Forum Post: Collapse Of Financial System Necessary And Positive
Posted 13 years ago on Nov. 7, 2011, 5:09 a.m. EST by Scout
(729)
This content is user submitted and not an official statement
The Collapse Of Our Corrupt, Predatory, Pathological Financial System Is Necessary And Positive
" The only way to clear a zombie economy is to write off uncollectable debt and liquidate all the assets, loans and hedges. "
That article is well worth the time to read. Good post.
yes time to change tack i think !
Hey, if it worked for Iceland it can work for the rest of us. I think I read something about Argentina doing something similar also.
even Germany has been bankrupt twice not once and they survived
http://www.billshrink.com/blog/6799/10-governments-that-went-bankrupt/
they ( the G20 and the banksters )are fooling everyone
How many people would be willing to go through what is necessary to fix this? How many would be willing to downsize their house and their car?
Have the discipline to self teach instead of 40k on bullshit degrees?
Is there enough will in this country to do it?
Liquidate! Depressions and recessions are a natural part of the economic cycle, designed to remove wealth from the greedy and incompetent and transfer it to the hard workers. The government has not allowed this to happen, but they can't fight it forever!
well said !
Sure no problem. Call to arms. You ready to forcefully take assets from people?
I don't understand? Nobody is talking about taking assets from anyone. This is simply about allowing asset values to find their natural and unadulterated levels
a lot of the assets that banks currently own are loans, business ownerships, houses, cars, credit cards, etc.
when you liquidate a business what the liquidator will do is to attempt to sell off all the assets that it owns in order to pay off its lenders.
in a mortgage, the bank owns the house, in return it helps the family pay for it and allows them to live in it. but when the bank has to liquidate it will have to foreclose the house in order to sell it off to another buyer. then it uses the proceeds to pay its creditors.
if all the banks fail, it will attempt to foreclose pretty much the entire economy, and sell them off to someone else.
currently most of the banks that still have any cash available are in Asia. Forget the european banks, they're in trouble too. so yes, in some sense, you can imagine the outcome of this is that the largest bank on Wall St will be BOC or ICBC.
When a bank goes bankrupt, the mortgage is on sold. The house is not an asset to a bank, the borrower is.
you're talking about the banks doing this. That's their problem not the small guy in the street and they would love to be doing it right now but the MERS scandal has put a spanner in their wheel ha ha ! but you are indeed correct " loans, business ownerships, houses, cars, credit cards, etc." will all need to deflate and quite correctly so so they can be more realistically aligned with people's incomes and employment expectations not the other way around.
well, the small guy in the street will be affected since many of the things we pay for, houses, cars, education, are done through bank loans.
many of our businesses are supported by bank loans.
many businesses also rely on credit facilities to support short term payments and business receipts.
mom and pop stores borrow in order to buy items to stock the shelves that will only turn a profit a month later.
so, if all the banks fail, i can guarantee a catastrophic collapse in not only the big businesses, but the small businesses that ensure everyone has enough canned food to survive a zombie apocalypse.
and you are right that there will be a significant realignment of income and spending for everyone in america.
i suspect there will be a significant adjustment to the population of the united states, which may be necessary to thin the herd and finally make low-skill labour scarce, in demand, and well paid once again.
of course there will be suffering but if people are genuinely concerned about the welfare of their children and grandchildren they will consider it far more palatable in the long-run to give them a decent chance of having a fair go than propping up this Ponzi scheme for the benefit of the very few
definitely.
and let's forget about the grandchildren and children.
we won't even be sure if there will be enough resources to ensure the current generation survive.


**Task brief:** The whole of the data must be transcribed exactly.

**Information shown:**
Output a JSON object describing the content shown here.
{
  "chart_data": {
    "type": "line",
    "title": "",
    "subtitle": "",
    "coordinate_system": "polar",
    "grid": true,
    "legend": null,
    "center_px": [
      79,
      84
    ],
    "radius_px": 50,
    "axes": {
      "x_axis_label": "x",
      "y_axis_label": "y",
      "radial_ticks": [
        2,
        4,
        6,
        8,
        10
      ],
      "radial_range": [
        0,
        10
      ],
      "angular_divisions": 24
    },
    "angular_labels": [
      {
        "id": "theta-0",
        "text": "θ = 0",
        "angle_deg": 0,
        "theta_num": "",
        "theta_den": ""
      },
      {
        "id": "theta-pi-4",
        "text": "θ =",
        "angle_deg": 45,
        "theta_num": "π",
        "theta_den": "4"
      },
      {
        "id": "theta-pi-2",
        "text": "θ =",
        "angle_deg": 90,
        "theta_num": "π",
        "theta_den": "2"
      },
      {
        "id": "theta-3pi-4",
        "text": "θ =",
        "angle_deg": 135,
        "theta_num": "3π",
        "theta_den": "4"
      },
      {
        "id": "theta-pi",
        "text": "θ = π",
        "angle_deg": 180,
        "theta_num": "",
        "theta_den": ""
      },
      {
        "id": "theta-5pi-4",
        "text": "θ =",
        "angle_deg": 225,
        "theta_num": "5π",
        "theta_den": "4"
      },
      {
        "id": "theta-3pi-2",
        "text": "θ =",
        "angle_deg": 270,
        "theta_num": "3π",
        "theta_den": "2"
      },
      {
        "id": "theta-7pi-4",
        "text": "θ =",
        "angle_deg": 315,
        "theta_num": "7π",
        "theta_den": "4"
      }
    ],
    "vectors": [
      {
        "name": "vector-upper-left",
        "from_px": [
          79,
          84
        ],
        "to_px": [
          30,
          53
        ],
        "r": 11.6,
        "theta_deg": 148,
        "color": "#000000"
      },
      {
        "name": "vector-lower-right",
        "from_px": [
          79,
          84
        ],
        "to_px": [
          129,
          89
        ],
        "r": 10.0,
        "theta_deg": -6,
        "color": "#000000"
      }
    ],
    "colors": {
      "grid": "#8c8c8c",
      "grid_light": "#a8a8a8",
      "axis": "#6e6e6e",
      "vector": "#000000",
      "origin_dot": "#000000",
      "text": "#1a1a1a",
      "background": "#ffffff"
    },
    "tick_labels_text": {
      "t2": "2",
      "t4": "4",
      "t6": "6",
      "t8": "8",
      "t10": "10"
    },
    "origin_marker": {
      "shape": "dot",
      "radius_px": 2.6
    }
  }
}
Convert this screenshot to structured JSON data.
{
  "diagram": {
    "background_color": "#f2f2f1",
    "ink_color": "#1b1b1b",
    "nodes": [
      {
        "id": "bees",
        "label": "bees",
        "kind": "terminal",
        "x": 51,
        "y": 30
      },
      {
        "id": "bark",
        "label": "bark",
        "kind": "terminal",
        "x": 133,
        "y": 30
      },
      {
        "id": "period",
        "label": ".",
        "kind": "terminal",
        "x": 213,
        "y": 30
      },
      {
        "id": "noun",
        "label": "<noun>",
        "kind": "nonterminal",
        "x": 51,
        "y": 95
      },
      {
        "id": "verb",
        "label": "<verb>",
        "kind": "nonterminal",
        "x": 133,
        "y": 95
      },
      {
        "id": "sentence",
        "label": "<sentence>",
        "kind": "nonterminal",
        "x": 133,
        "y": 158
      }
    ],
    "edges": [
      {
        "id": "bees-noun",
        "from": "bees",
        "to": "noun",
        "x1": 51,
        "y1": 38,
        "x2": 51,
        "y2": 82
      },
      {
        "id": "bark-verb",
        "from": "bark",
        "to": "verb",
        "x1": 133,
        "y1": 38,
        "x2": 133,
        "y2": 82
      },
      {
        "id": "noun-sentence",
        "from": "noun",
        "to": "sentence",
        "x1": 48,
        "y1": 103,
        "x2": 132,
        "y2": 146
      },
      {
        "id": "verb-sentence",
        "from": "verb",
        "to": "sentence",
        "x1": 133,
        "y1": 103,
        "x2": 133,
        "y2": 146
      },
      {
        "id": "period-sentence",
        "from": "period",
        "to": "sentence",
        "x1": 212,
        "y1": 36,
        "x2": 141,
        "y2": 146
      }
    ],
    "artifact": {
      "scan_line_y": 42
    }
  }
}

**Exercise response:**
Output a JSON object describing the content shown here.
{
  "chart_data": {
    "type": "line",
    "title": "",
    "subtitle": "",
    "coordinate_system": "polar",
    "grid": true,
    "legend": null,
    "center_px": [
      79,
      84
    ],
    "radius_px": 50,
    "axes": {
      "x_axis_label": "x",
      "y_axis_label": "y",
      "radial_ticks": [
        2,
        4,
        6,
        8,
        10
      ],
      "radial_range": [
        0,
        10
      ],
      "angular_divisions": 24
    },
    "angular_labels": [
      {
        "id": "theta-0",
        "text": "θ = 0",
        "angle_deg": 0,
        "theta_num": "",
        "theta_den": ""
      },
      {
        "id": "theta-pi-4",
        "text": "θ =",
        "angle_deg": 45,
        "theta_num": "π",
        "theta_den": "4"
      },
      {
        "id": "theta-pi-2",
        "text": "θ =",
        "angle_deg": 90,
        "theta_num": "π",
        "theta_den": "2"
      },
      {
        "id": "theta-3pi-4",
        "text": "θ =",
        "angle_deg": 135,
        "theta_num": "3π",
        "theta_den": "4"
      },
      {
        "id": "theta-pi",
        "text": "θ = π",
        "angle_deg": 180,
        "theta_num": "",
        "theta_den": ""
      },
      {
        "id": "theta-5pi-4",
        "text": "θ =",
        "angle_deg": 225,
        "theta_num": "5π",
        "theta_den": "4"
      },
      {
        "id": "theta-3pi-2",
        "text": "θ =",
        "angle_deg": 270,
        "theta_num": "3π",
        "theta_den": "2"
      },
      {
        "id": "theta-7pi-4",
        "text": "θ =",
        "angle_deg": 315,
        "theta_num": "7π",
        "theta_den": "4"
      }
    ],
    "vectors": [
      {
        "name": "vector-upper-left",
        "from_px": [
          79,
          84
        ],
        "to_px": [
          30,
          53
        ],
        "r": 11.6,
        "theta_deg": 148,
        "color": "#000000"
      },
      {
        "name": "vector-lower-right",
        "from_px": [
          79,
          84
        ],
        "to_px": [
          129,
          89
        ],
        "r": 10.0,
        "theta_deg": -6,
        "color": "#000000"
      }
    ],
    "colors": {
      "grid": "#8c8c8c",
      "grid_light": "#a8a8a8",
      "axis": "#6e6e6e",
      "vector": "#000000",
      "origin_dot": "#000000",
      "text": "#1a1a1a",
      "background": "#ffffff"
    },
    "tick_labels_text": {
      "t2": "2",
      "t4": "4",
      "t6": "6",
      "t8": "8",
      "t10": "10"
    },
    "origin_marker": {
      "shape": "dot",
      "radius_px": 2.6
    }
  }
}
Convert this screenshot to structured JSON data.
{
  "diagram": {
    "background_color": "#f2f2f1",
    "ink_color": "#1b1b1b",
    "nodes": [
      {
        "id": "bees",
        "label": "bees",
        "kind": "terminal",
        "x": 51,
        "y": 30
      },
      {
        "id": "bark",
        "label": "bark",
        "kind": "terminal",
        "x": 133,
        "y": 30
      },
      {
        "id": "period",
        "label": ".",
        "kind": "terminal",
        "x": 213,
        "y": 30
      },
      {
        "id": "noun",
        "label": "<noun>",
        "kind": "nonterminal",
        "x": 51,
        "y": 95
      },
      {
        "id": "verb",
        "label": "<verb>",
        "kind": "nonterminal",
        "x": 133,
        "y": 95
      },
      {
        "id": "sentence",
        "label": "<sentence>",
        "kind": "nonterminal",
        "x": 133,
        "y": 158
      }
    ],
    "edges": [
      {
        "id": "bees-noun",
        "from": "bees",
        "to": "noun",
        "x1": 51,
        "y1": 38,
        "x2": 51,
        "y2": 82
      },
      {
        "id": "bark-verb",
        "from": "bark",
        "to": "verb",
        "x1": 133,
        "y1": 38,
        "x2": 133,
        "y2": 82
      },
      {
        "id": "noun-sentence",
        "from": "noun",
        "to": "sentence",
        "x1": 48,
        "y1": 103,
        "x2": 132,
        "y2": 146
      },
      {
        "id": "verb-sentence",
        "from": "verb",
        "to": "sentence",
        "x1": 133,
        "y1": 103,
        "x2": 133,
        "y2": 146
      },
      {
        "id": "period-sentence",
        "from": "period",
        "to": "sentence",
        "x1": 212,
        "y1": 36,
        "x2": 141,
        "y2": 146
      }
    ],
    "artifact": {
      "scan_line_y": 42
    }
  }
}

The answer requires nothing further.